Non-pharmaceutical interventions and risk of COVID-19 infection: survey of UK public from November 2020–May 2021

This study was a nightmare, the survey was hosted on LimeSurvey (which remains one of the least intuitive platforms I’ve ever used), suffered badly from survey bloat, and had zero analysis plan going in. Recruitment was a constant struggle, which led to some frantic learning about web-scraping email addresses and then more frantic learning about GDPR rules. I accidentally miss-emailing about 500 people in Yorkshire with the wrong details thanks to a mail-merge fail. All of this happened during the pandemic, when everything already felt stressful and uncertain. The fact that a solid, publishable paper came out of it at all still feels like a small miracle. My supervisors Nick and Merlin, who were genuinely excellent throughout a very tough period of the pandemic.

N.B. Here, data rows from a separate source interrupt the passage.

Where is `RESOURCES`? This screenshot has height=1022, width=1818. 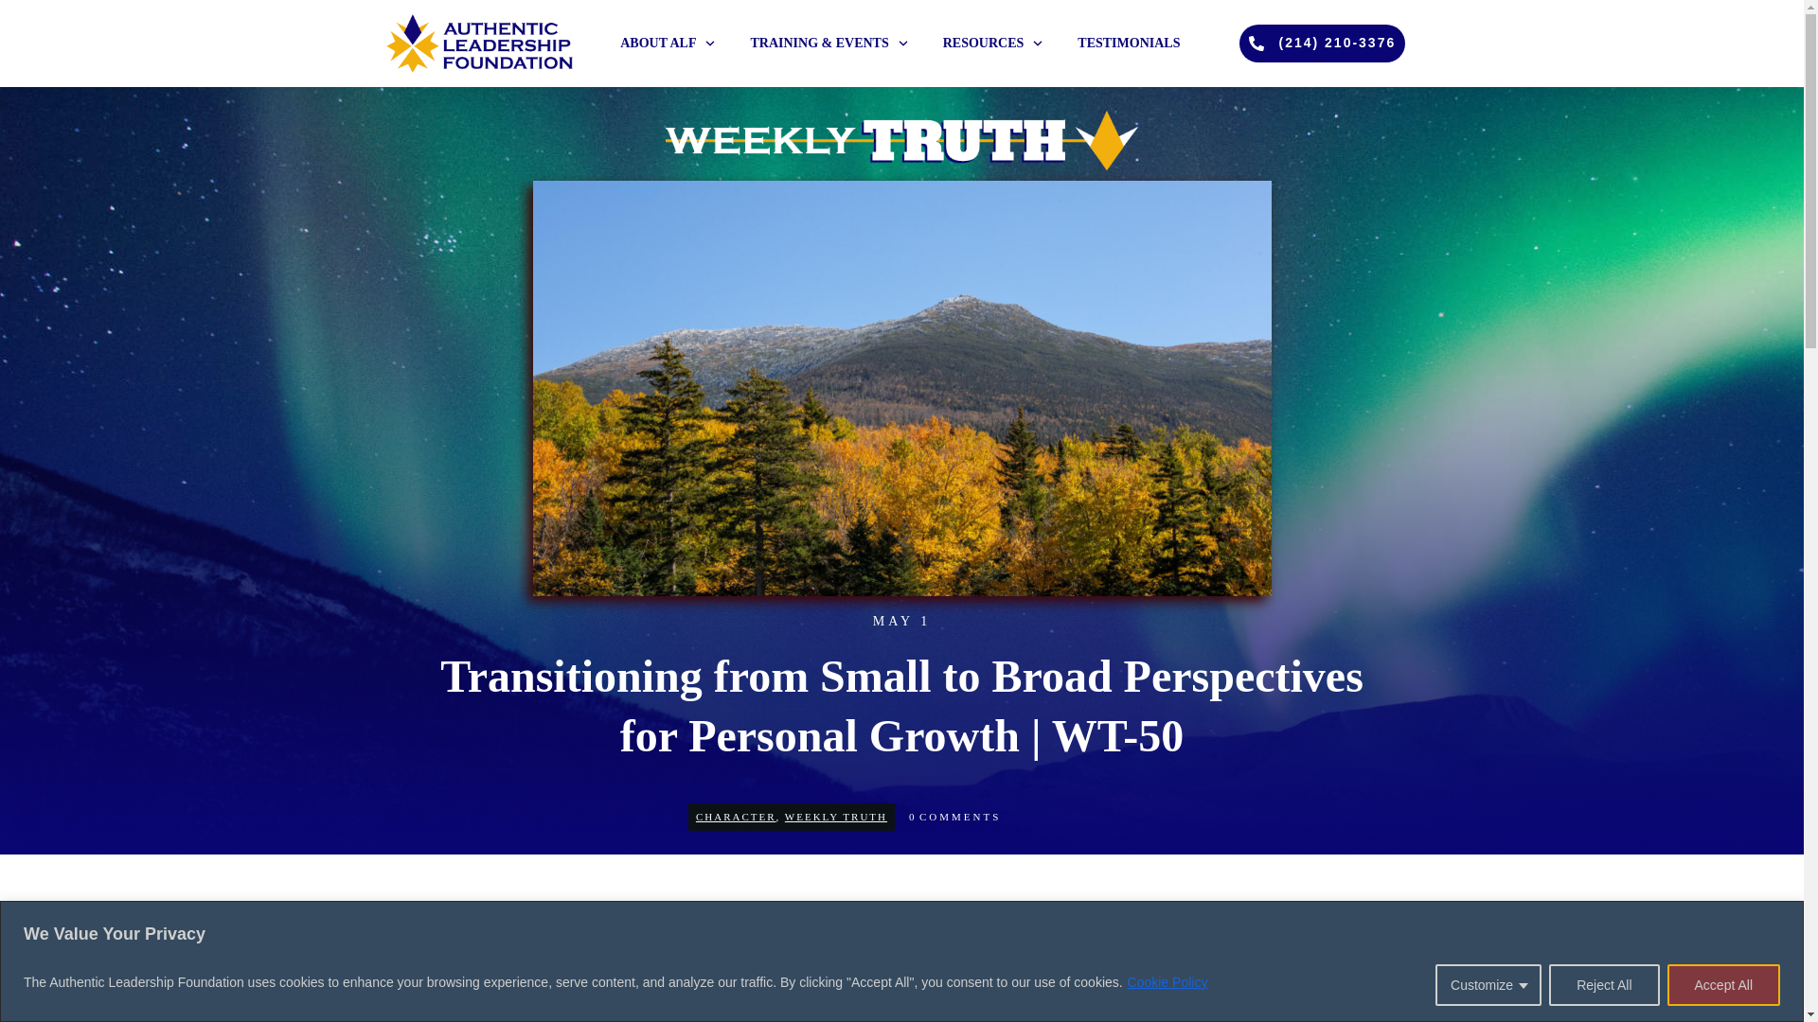
RESOURCES is located at coordinates (994, 44).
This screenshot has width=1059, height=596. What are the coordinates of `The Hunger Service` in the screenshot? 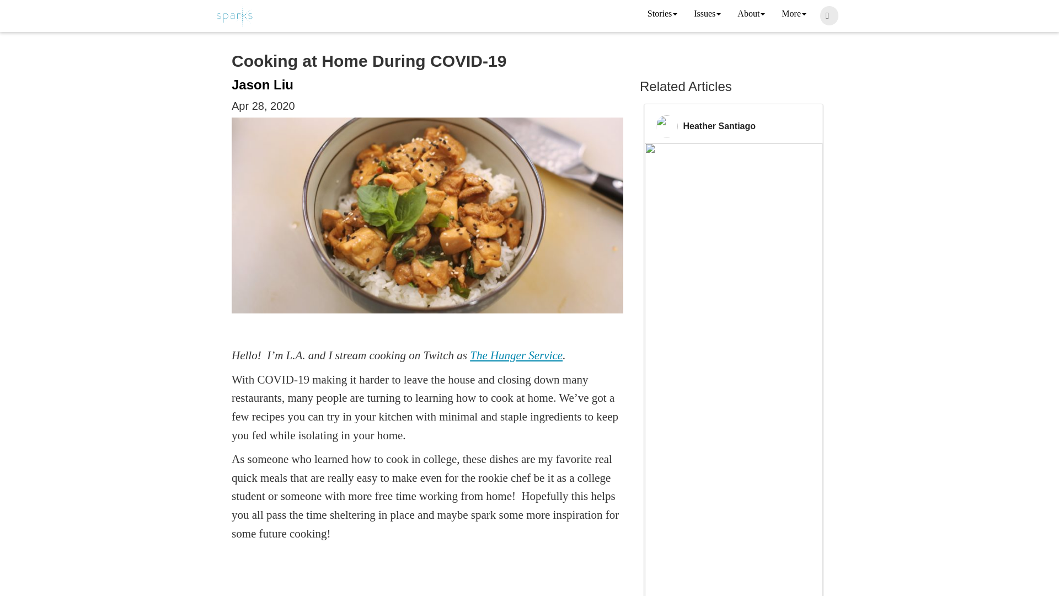 It's located at (516, 355).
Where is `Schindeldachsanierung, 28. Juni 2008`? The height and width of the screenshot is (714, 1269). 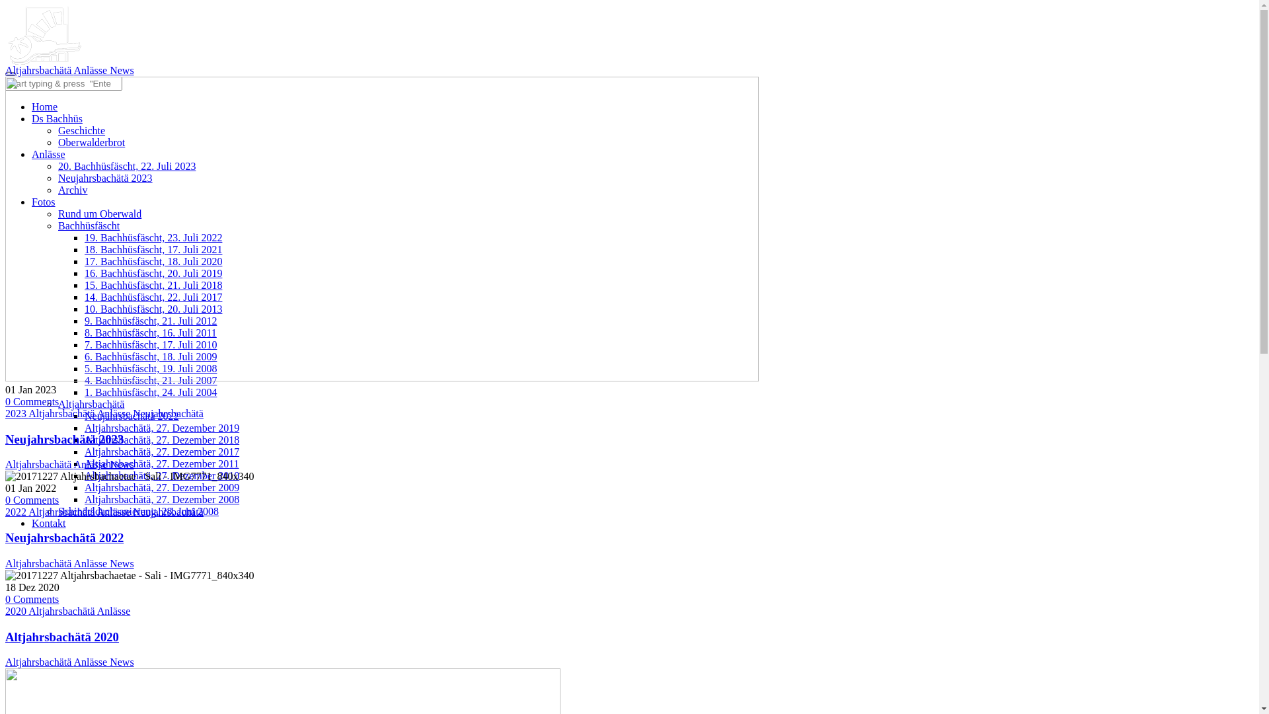
Schindeldachsanierung, 28. Juni 2008 is located at coordinates (139, 511).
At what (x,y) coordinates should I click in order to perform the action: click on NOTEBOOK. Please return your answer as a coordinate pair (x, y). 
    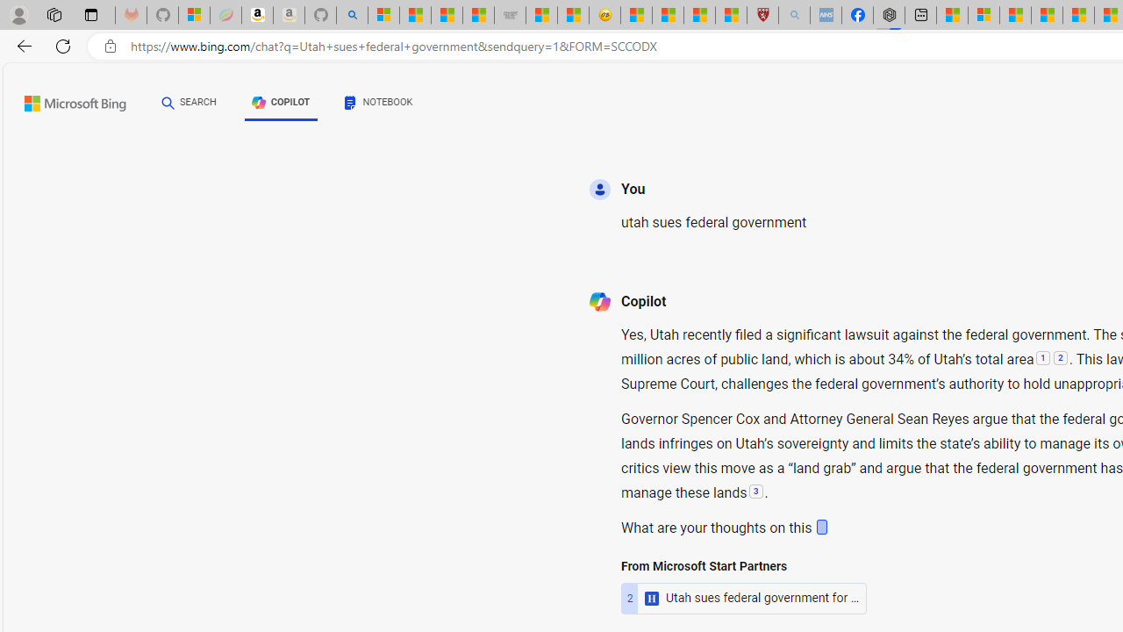
    Looking at the image, I should click on (379, 105).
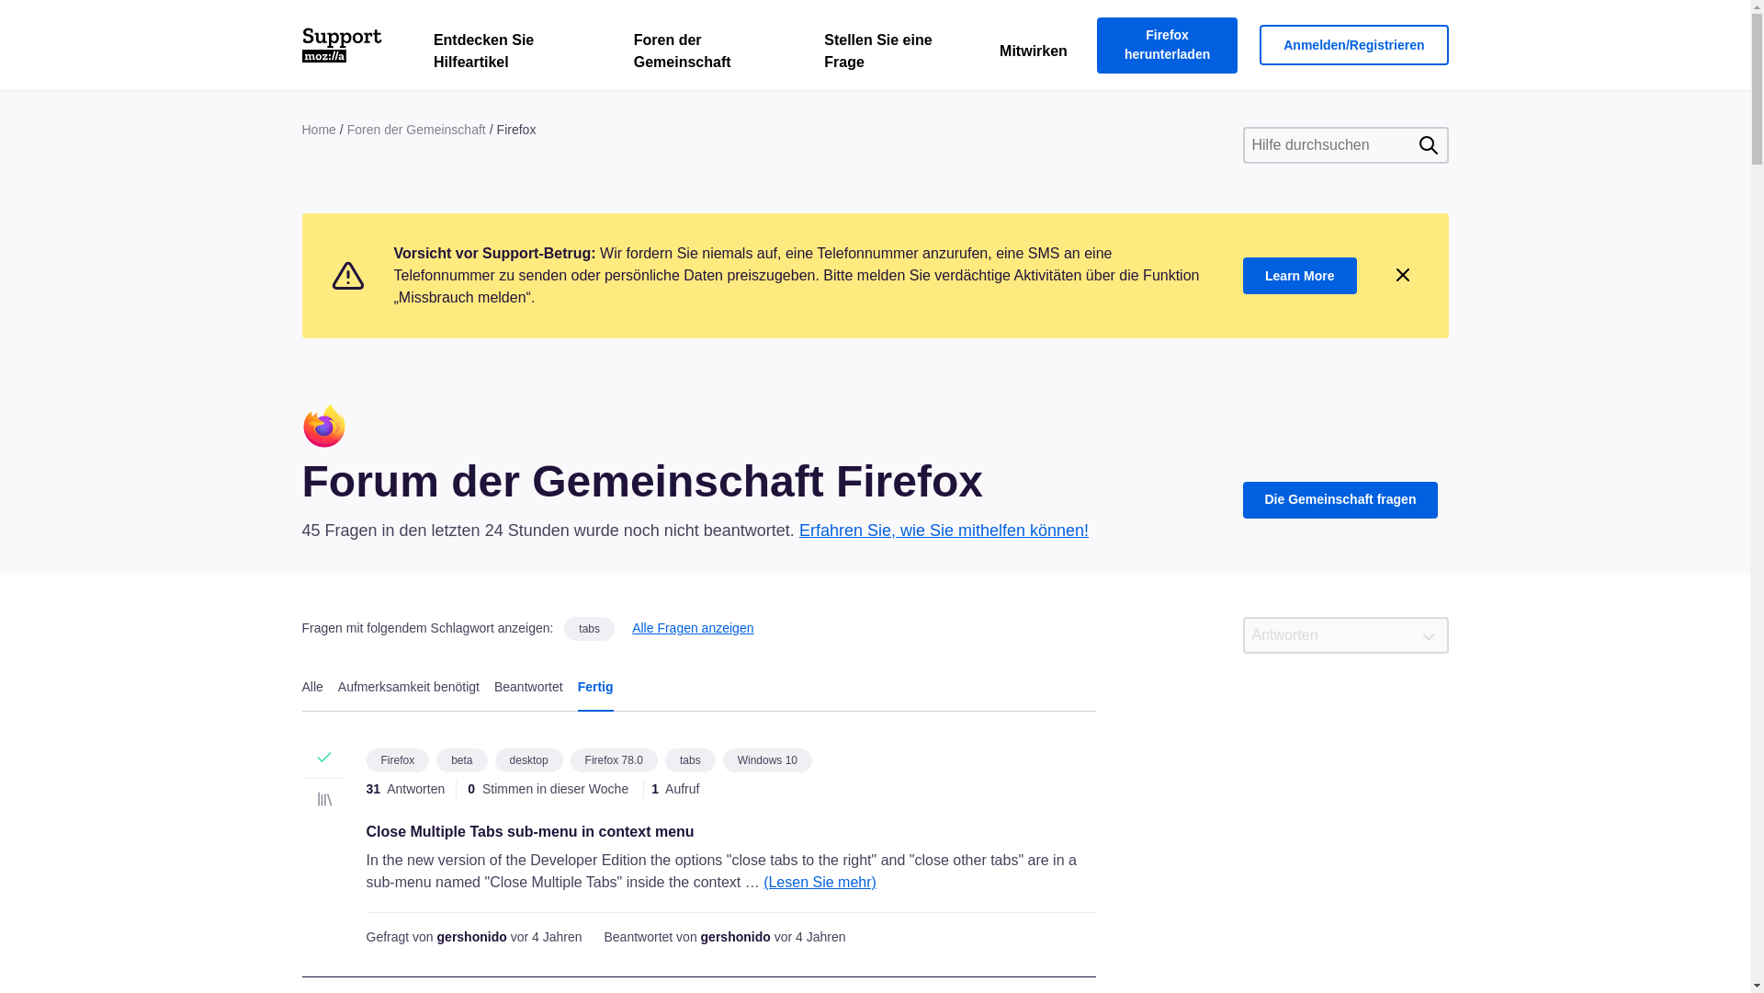  What do you see at coordinates (1428, 144) in the screenshot?
I see `Suche` at bounding box center [1428, 144].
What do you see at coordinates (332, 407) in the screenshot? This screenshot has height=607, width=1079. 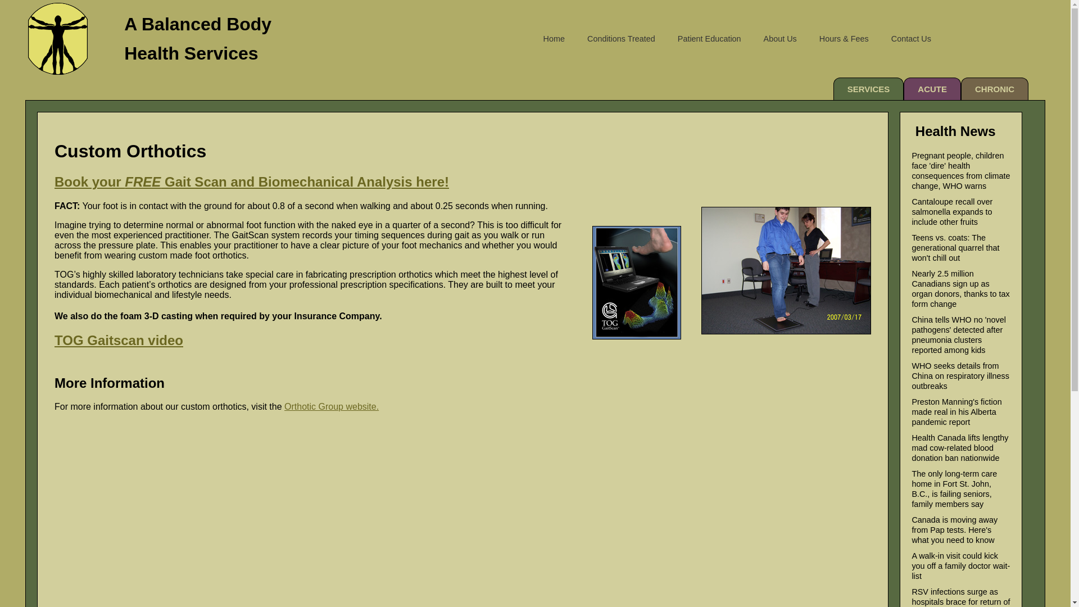 I see `Orthotic Group website.` at bounding box center [332, 407].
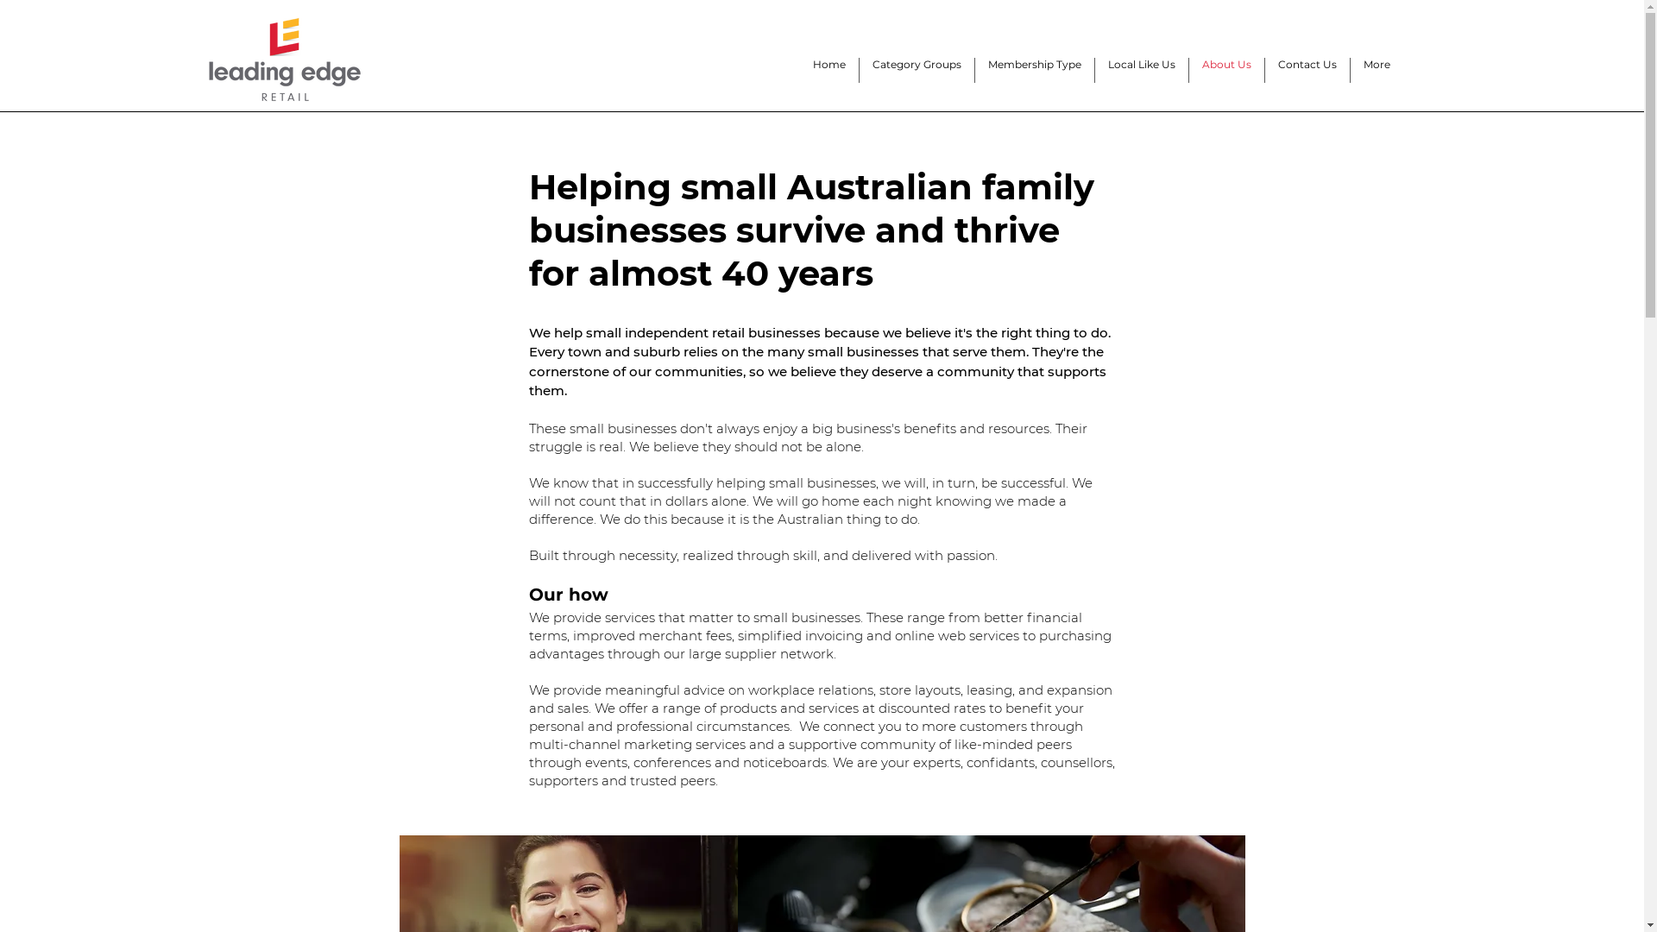 The width and height of the screenshot is (1657, 932). What do you see at coordinates (916, 71) in the screenshot?
I see `Category Groups` at bounding box center [916, 71].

The paper looked at whether everyday behaviours people were encouraged to adopt during the pandemic. Were things like wearing face coverings, social distancing, handwashing, and avoiding crowds actually linked to a lower risk of reporting COVID-19 infection? Using a very large UK survey collected between late 2020 and mid-2021, we found pretty clear patterns: people who reported wearing face coverings, keeping their distance from others, avoiding crowded places, and washing their hands when they got home were less likely to report having had COVID-19. Other behaviours that were heavily promoted at the time (like cleaning surfaces or avoiding touching your face) didn’t show the same protective pattern, which likely reflects a mix of recall bias and the messy reality of self-reported data.

Read the full open access paper here: Francis, N. A., Becque, T., Willcox, M., Hay, A. D., Lown, M., Clarke, R., … & Little, P. (2023). Non-pharmaceutical interventions and risk of COVID-19 infection: survey of UK public from November 2020–May 2021. BMC Public Health, 23(1), 389.